Colliers' director for research Joey Bondoc said President Ferdinand Marcos Jr.'s policy statement in his third State of the Nation Address (SONA), banning Philippine offshore gaming operators (POGOs), would profoundly impact the property space.
"The total banning of POGO will only dampen the already slow takeups for residential units. It will also exacerbate the rising residential vacancy and slower growth in prices and lease rates," he said, adding that the vacancy rate could hit 19 percent with the total ban on POGOs.
He said that there had already been an exodus of POGO at the height of the coronavirus disease 2019 pandemic, even before the President's.
He added that around that time, the vacancy rate in the fourth quarter of 2021 was 17.9%. The current vacancy rate is 17%.
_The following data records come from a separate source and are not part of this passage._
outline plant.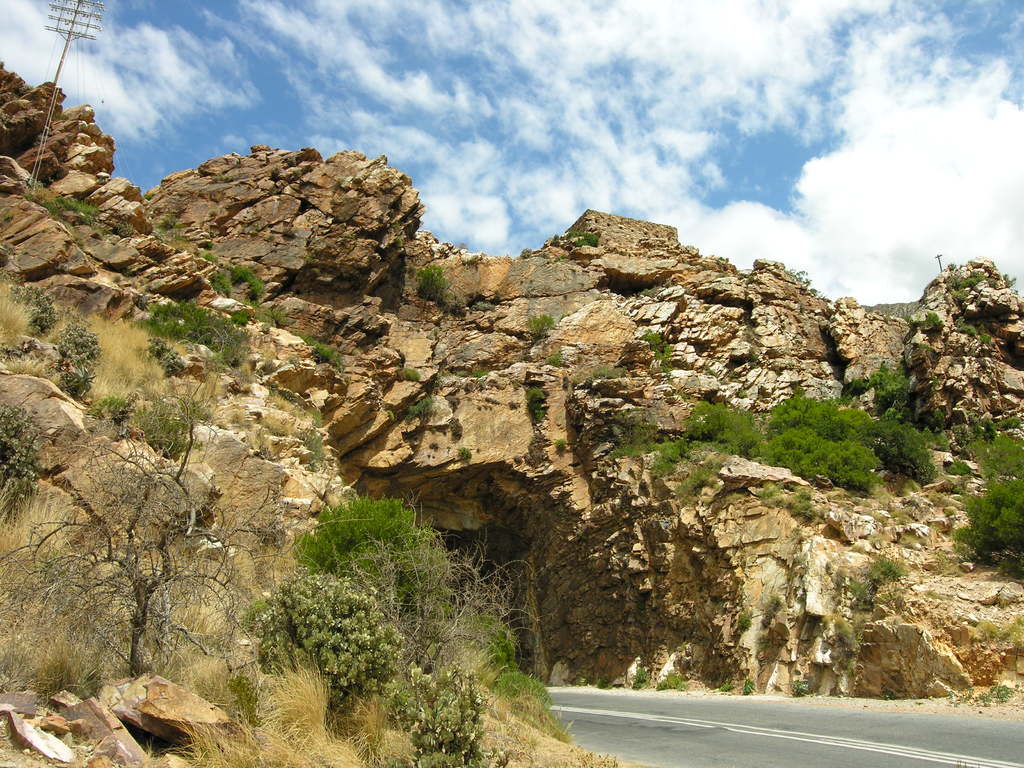
Outline: <bbox>955, 680, 1012, 704</bbox>.
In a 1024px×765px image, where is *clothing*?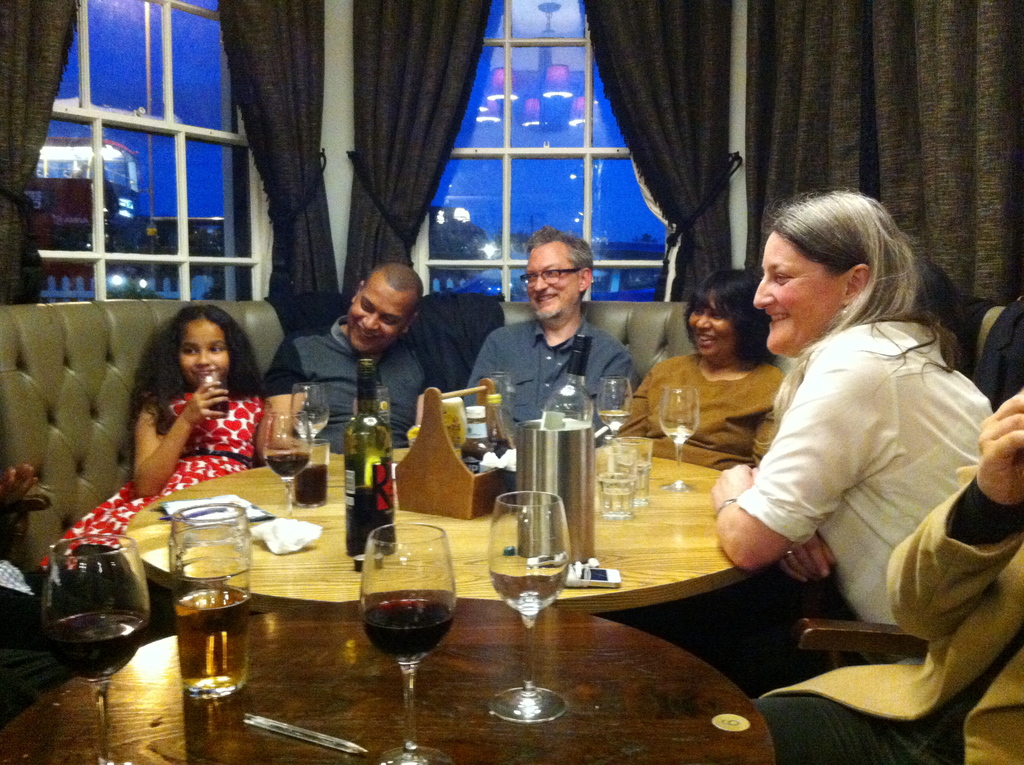
(463, 316, 638, 439).
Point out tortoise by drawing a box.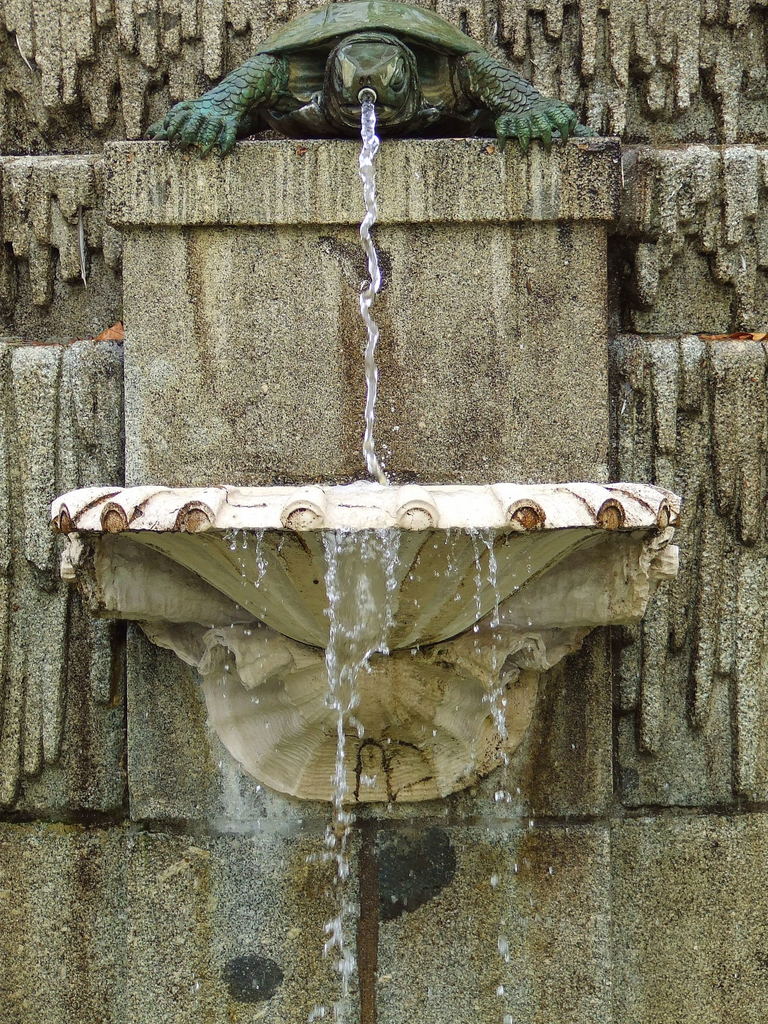
Rect(147, 0, 600, 160).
But Bondoc added that this condition has corrected the prices in Metro Manila's residential market.
During the surge of condominium takeups in 2019, attributed to the demand from POGO workers, Colliers Philippines data showed that the price per square meter increased by 10.9 percent quarter-on-quarter in the fourth quarter of 2019.
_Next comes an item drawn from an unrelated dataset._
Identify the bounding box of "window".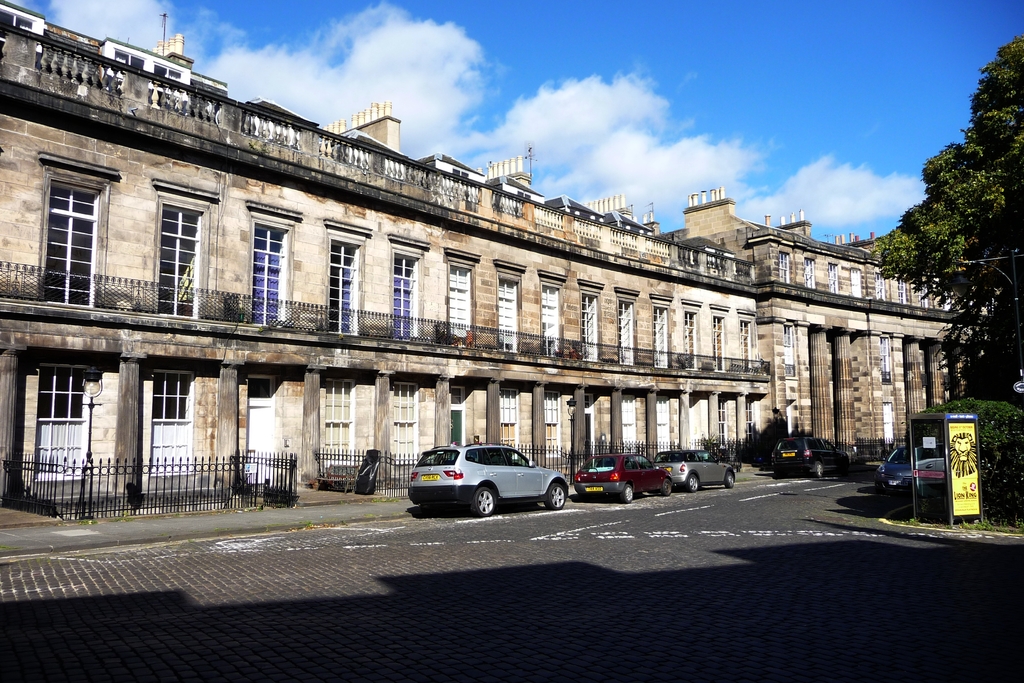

From a double-digit price increase in the residential market at the height of offshore gaming operations in the country, Bondoc said the POGO exodus has eased the price growth rate in
Metro Manila to around 2 to 3 percent over the next two years.
"It already corrected even the President made that directive. The lease rates are already recovering but in a corrected manner as we see rents to increase between 2 to 3 percent from 2024 to 2026," he added.
Supply and demand
Bondoc said developers delivered 11,300 residential units in NCR in 2023, close to the 11,700 units turned over in 2018 due to the surge in demand from POGO employees.
"Take note that these are projects launched at the height of the POGO demand in 2018," he said.
Bondoc said despite the POGO exodus, these new units are expected to be taken up by local investors, especially overseas Filipino workers.